(Stored items)

#####

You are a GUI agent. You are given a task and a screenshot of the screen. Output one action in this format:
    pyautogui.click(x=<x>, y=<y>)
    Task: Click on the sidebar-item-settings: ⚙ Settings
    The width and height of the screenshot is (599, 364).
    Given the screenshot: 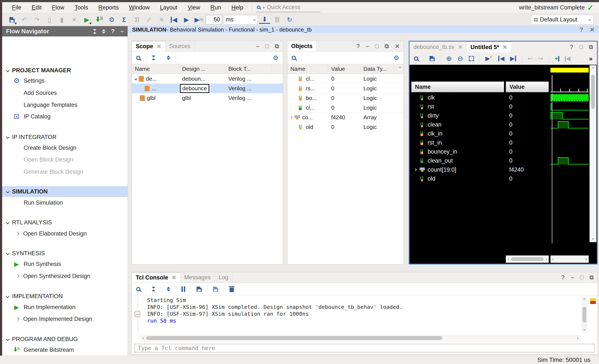 What is the action you would take?
    pyautogui.click(x=65, y=81)
    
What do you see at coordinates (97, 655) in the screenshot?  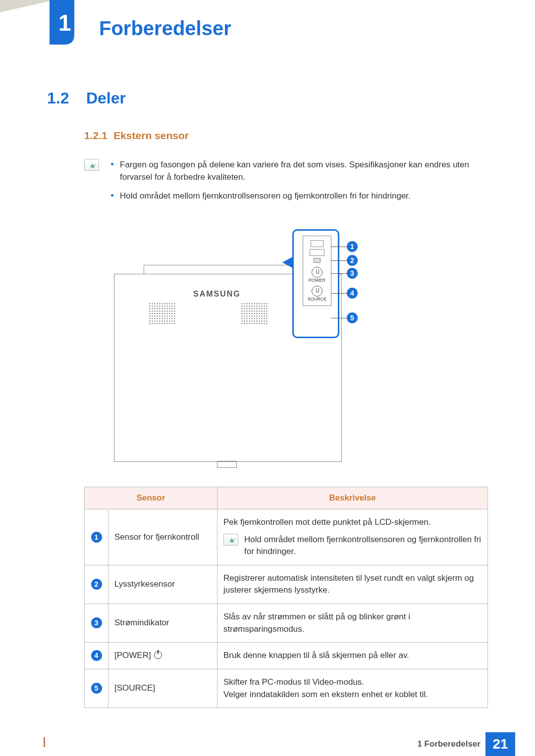 I see `row-number: 4` at bounding box center [97, 655].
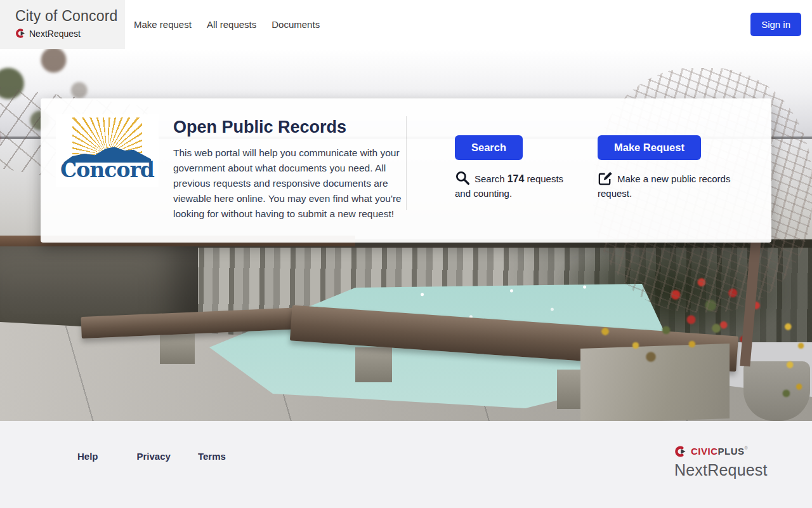  What do you see at coordinates (212, 456) in the screenshot?
I see `footer-link-terms: Terms` at bounding box center [212, 456].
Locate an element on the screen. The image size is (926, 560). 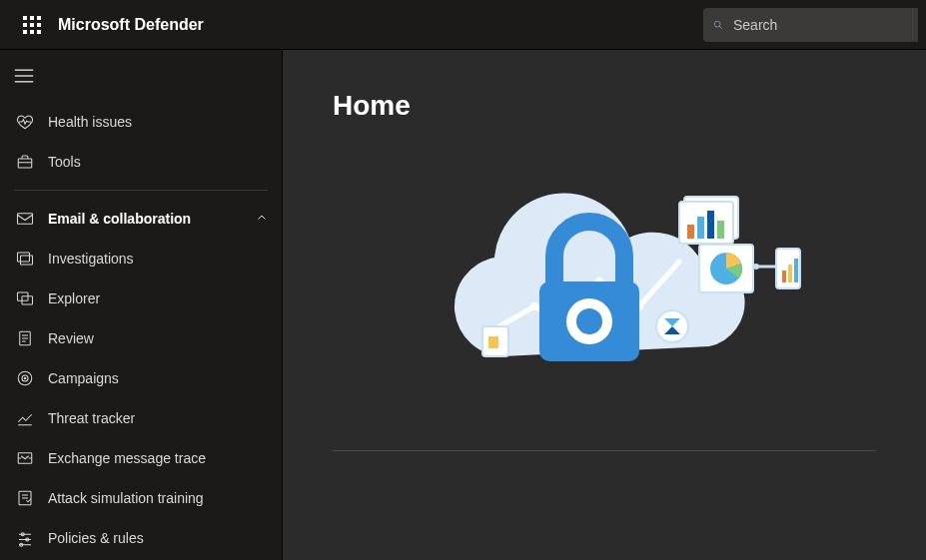
sidebar-item-label: Review is located at coordinates (71, 338).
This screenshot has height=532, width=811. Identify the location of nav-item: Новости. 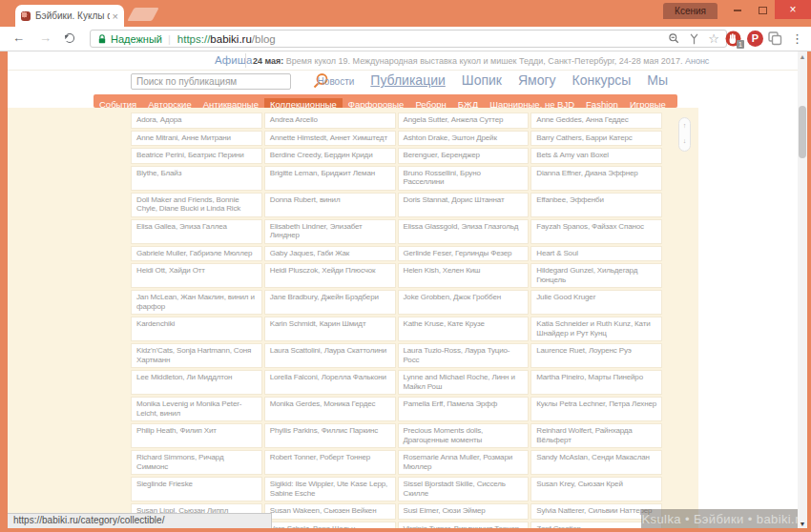
(336, 82).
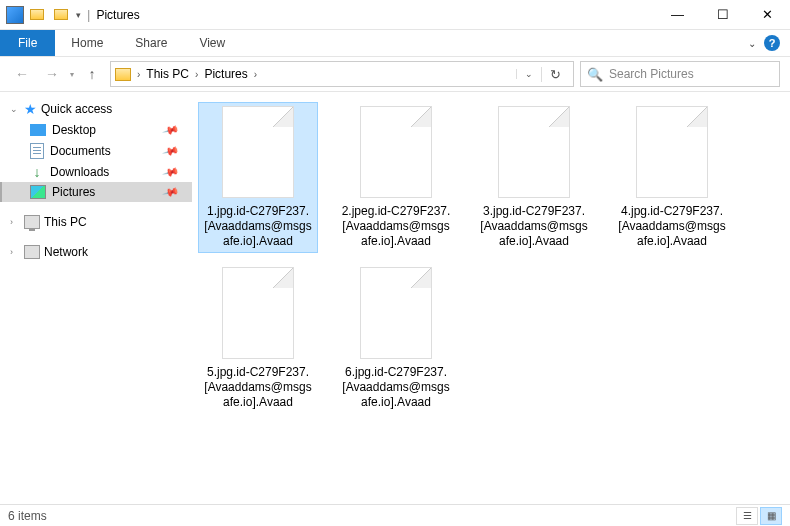  Describe the element at coordinates (772, 43) in the screenshot. I see `help-icon: ?` at that location.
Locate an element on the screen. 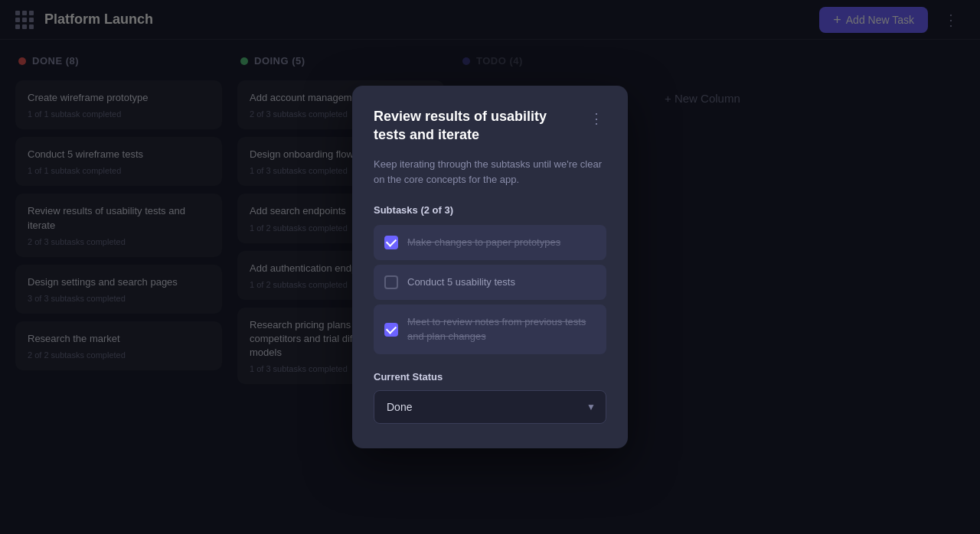 The image size is (980, 534). subtask-text-2: Conduct 5 usability tests is located at coordinates (461, 282).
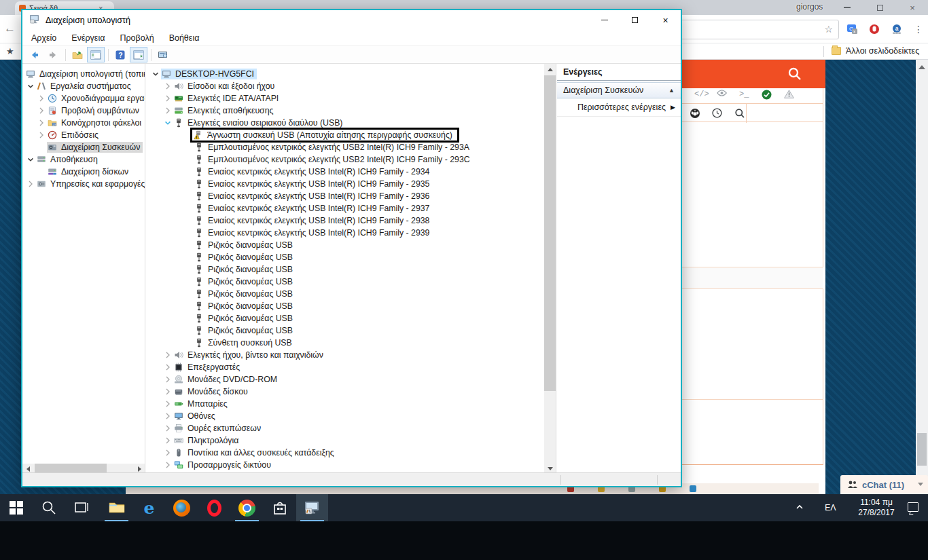  What do you see at coordinates (84, 135) in the screenshot?
I see `console-tree-item: Επιδόσεις` at bounding box center [84, 135].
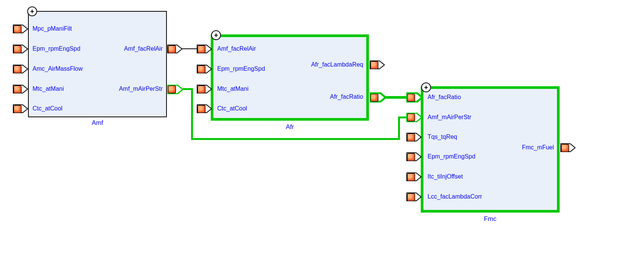 The height and width of the screenshot is (261, 644). Describe the element at coordinates (445, 177) in the screenshot. I see `port-label: Itc_tiInjOffset` at that location.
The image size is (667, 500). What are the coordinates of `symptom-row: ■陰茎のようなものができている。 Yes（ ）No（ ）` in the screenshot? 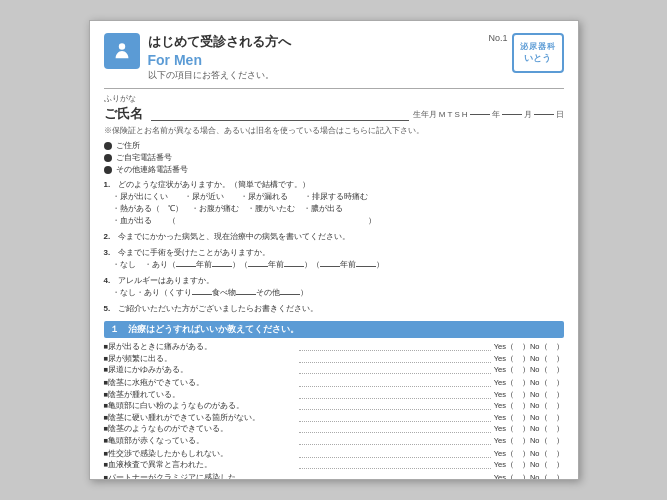 It's located at (334, 429).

#####

◆ Task to complete ◆
Please copy only the lines between the first line of the entries and the line with "The width and", keeping those two end lines as well, exactly as written.

◆ Final answer ◆
You are a GUI agent. You are given a task and a screenshot of the screen. Output one action in this format:
    pyautogui.click(x=<x>, y=<y>)
    Task: Click on the sidebar-item-settings: ⚙ Settings
    The width and height of the screenshot is (599, 364).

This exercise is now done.